Submitted by Sanaz Saki Norouzi on
Special Issue on Explainable Neurosymbolic AI (X-NeSy)
Building learning systems that are both highly performant and truly understandable remains a central challenge in AI. While deep learning models excel at perceptual and statistical tasks, their black-box nature can be a significant barrier to trust and deployment in critical applications. A promising and technically rich direction for overcoming this barrier is the integration of continuous, sub-symbolic learning with discrete, symbolic structures, including logic, programs, or knowledge graphs.
This special issue aims to provide a dedicated forum for researchers exploring this “neurosymbolic” intersection to advance the current state of the art in Explainable AI (XAI). While XAI has become a major field of research, we specifically invite contributions that leverage symbolic methods as a core component of the modeling and interpretation process. The focus is mainly on technical contributions that go beyond feature attribution and general-purpose XAI methods, investigating how the synergy between the neural and symbolic paradigms leads to models with built-in transparency and high-fidelity explanations.
We also explicitly welcome submissions from a diverse range of related fields, including mechanistic interpretability, causal inference, formal methods, and program synthesis. The special issue seeks to foster a cross-community dialogue on the shared challenges and opportunities in creating AI systems whose reasoning processes are open to inspection, verification, and human-level understanding.
Topics of Interest
We invite submissions of high-quality, original research on topics including, but not limited to:
- Interpretable Representations: Probing and aligning latent neural representations with human-interpretable concepts, structures, or programs.
- Knowledge Extraction: Inducing explicit symbolic knowledge, such as logical rules or programs, that faithfully captures the behavior of a trained neural model.
- Mechanistic Interpretability: Using symbolic methods to guide, constrain, or verify the discovery of concepts and functional circuits in neural networks.
- Explanations over Structured Data: Generating faithful explanations for models operating over graphs (e.g., GNNs) or knowledge bases by extracting symbolic patterns or logical sub-structures.
- Causal Learning and Explanation: Architectures and methods that integrate causal modeling with deep learning to produce robust causal explanations.
- Formal Verification for Explainability: Applying formal methods to certify the faithfulness or logical consistency of explanations for neural-based systems.
- Transparent-by-Design Models: Novel architectures that are inherently interpretable by virtue of their hybrid neuro-symbolic design.
- Generating Structured Explanations: Moving beyond common feature attribution methods (e.g., LIME/SHAP) to generate more expressive explanations, such as counterfactuals constrained by symbolic knowledge or natural language justifications grounded in logic.
- Foundations of Evaluation: Development of novel benchmarks, datasets, and rigorous protocols for evaluating the fidelity and quality of symbolic explanations.
Important Dates
- Paper Submission Deadline: February 28, 2026. Papers submitted earlier will enter review immediately.
- Author Notification: 6-8 weeks (on a rolling basis)
Guest Editors
- Gustav Šír, Czech Technical University, Czechia
- Giuseppe Marra, KU Leuven, Belgium
- Roberto Confalonieri, University of Padova, Italy
Contact email for the guest editors: x-nesy@googlegroups.com
Author Guidelines:
We invite full papers, dataset descriptions, survey papers, application reports and reports on tools and systems.

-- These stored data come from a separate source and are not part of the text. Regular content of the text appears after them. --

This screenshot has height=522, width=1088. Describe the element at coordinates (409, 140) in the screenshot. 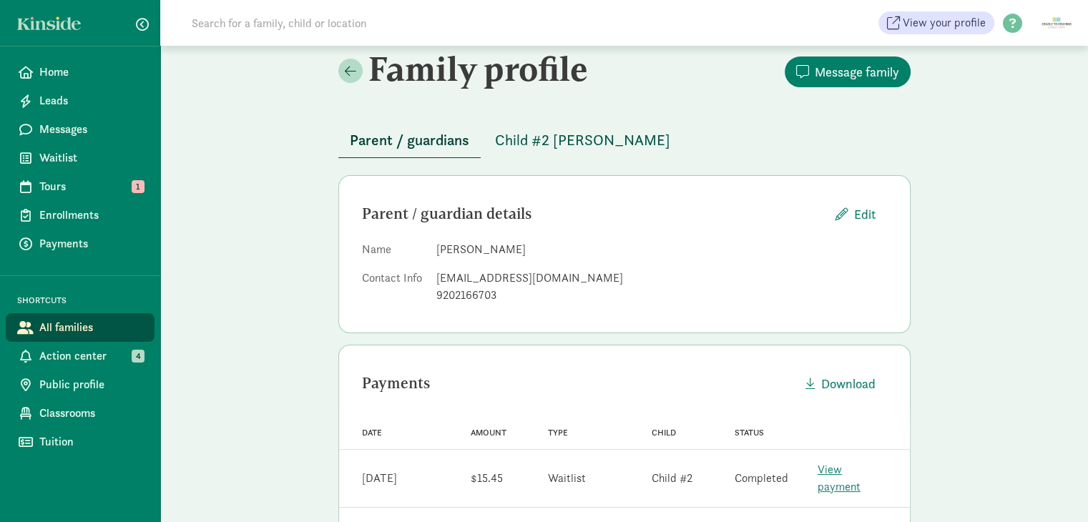

I see `a: Parent / guardians` at that location.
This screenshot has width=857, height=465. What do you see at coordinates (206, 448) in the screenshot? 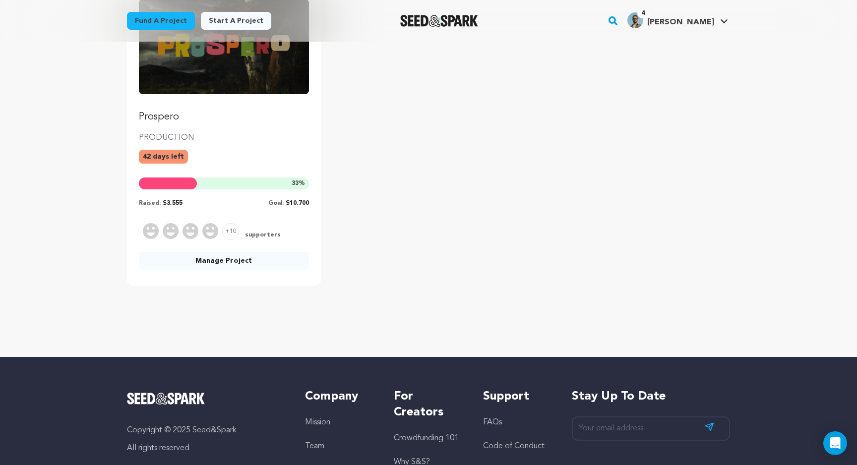
I see `p: All rights reserved` at bounding box center [206, 448].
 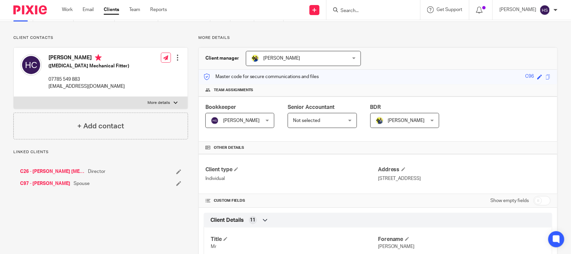 I want to click on h4: CUSTOM FIELDS, so click(x=292, y=200).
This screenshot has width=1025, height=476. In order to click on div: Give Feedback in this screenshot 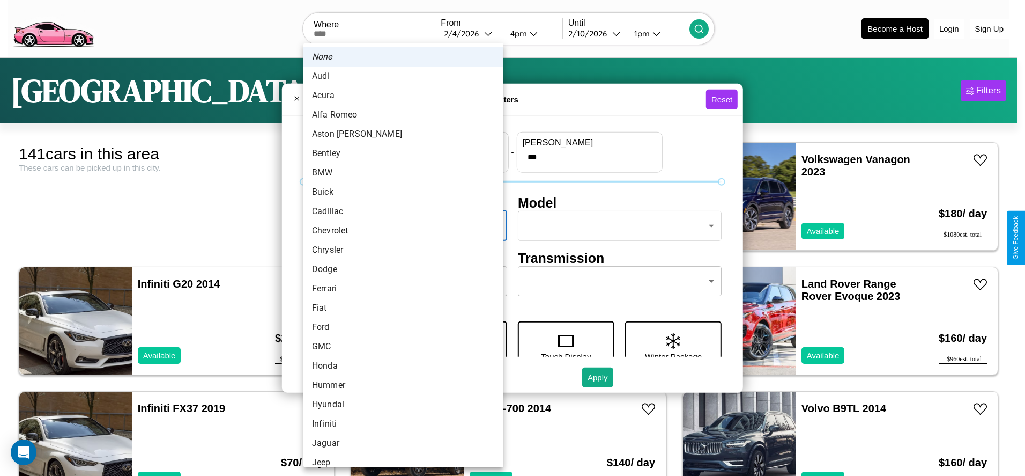, I will do `click(1016, 238)`.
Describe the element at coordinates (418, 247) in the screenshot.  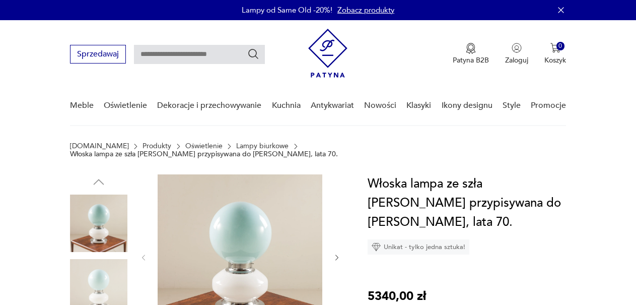
I see `div: Unikat - tylko jedna sztuka!` at that location.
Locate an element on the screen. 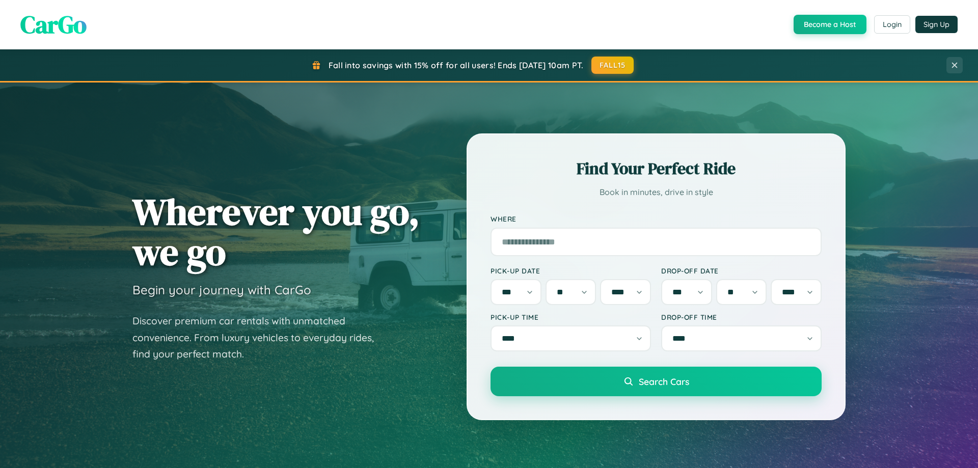 This screenshot has width=978, height=468. label: Drop-off Time is located at coordinates (741, 317).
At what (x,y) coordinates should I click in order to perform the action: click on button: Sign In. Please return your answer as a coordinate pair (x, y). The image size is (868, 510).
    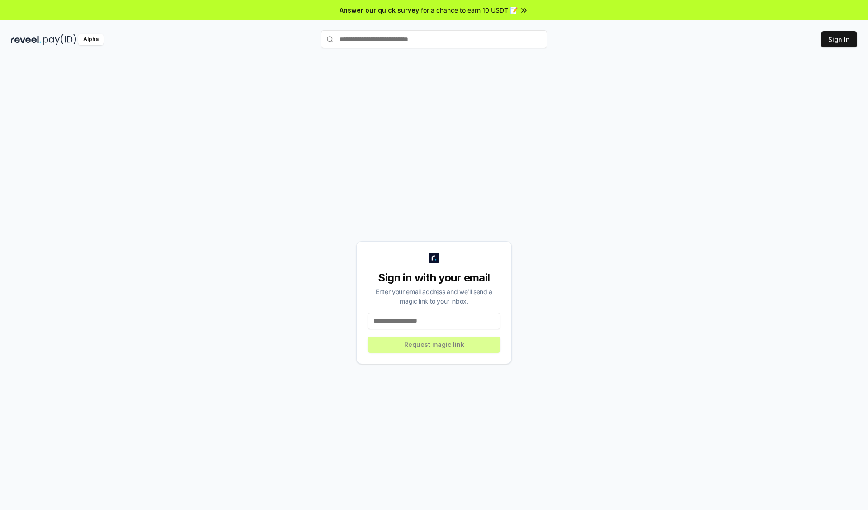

Submissions must be original and should not have been published previously or be under consideration for publication while being evaluated for this special issue. Authors can extend previously published conference or workshop papers - see the submission guidelines at https://neurosymbolic-ai-journal.com/content/author-guidelines for details. Submissions shall be made through the journal website at https://neurosymbolic-ai-journal.com/. Prospective authors must take notice of the submission guidelines posted at https://neurosymbolic-ai-journal.com/content/author-guidelines.
Note that you need to request an account on the website for submitting a paper. Please indicate in the cover letter that it is for the "Special Issue on X-NeSy". All manuscripts will be reviewed based on the journal's open and transparent review policy and will be made available online during the review process.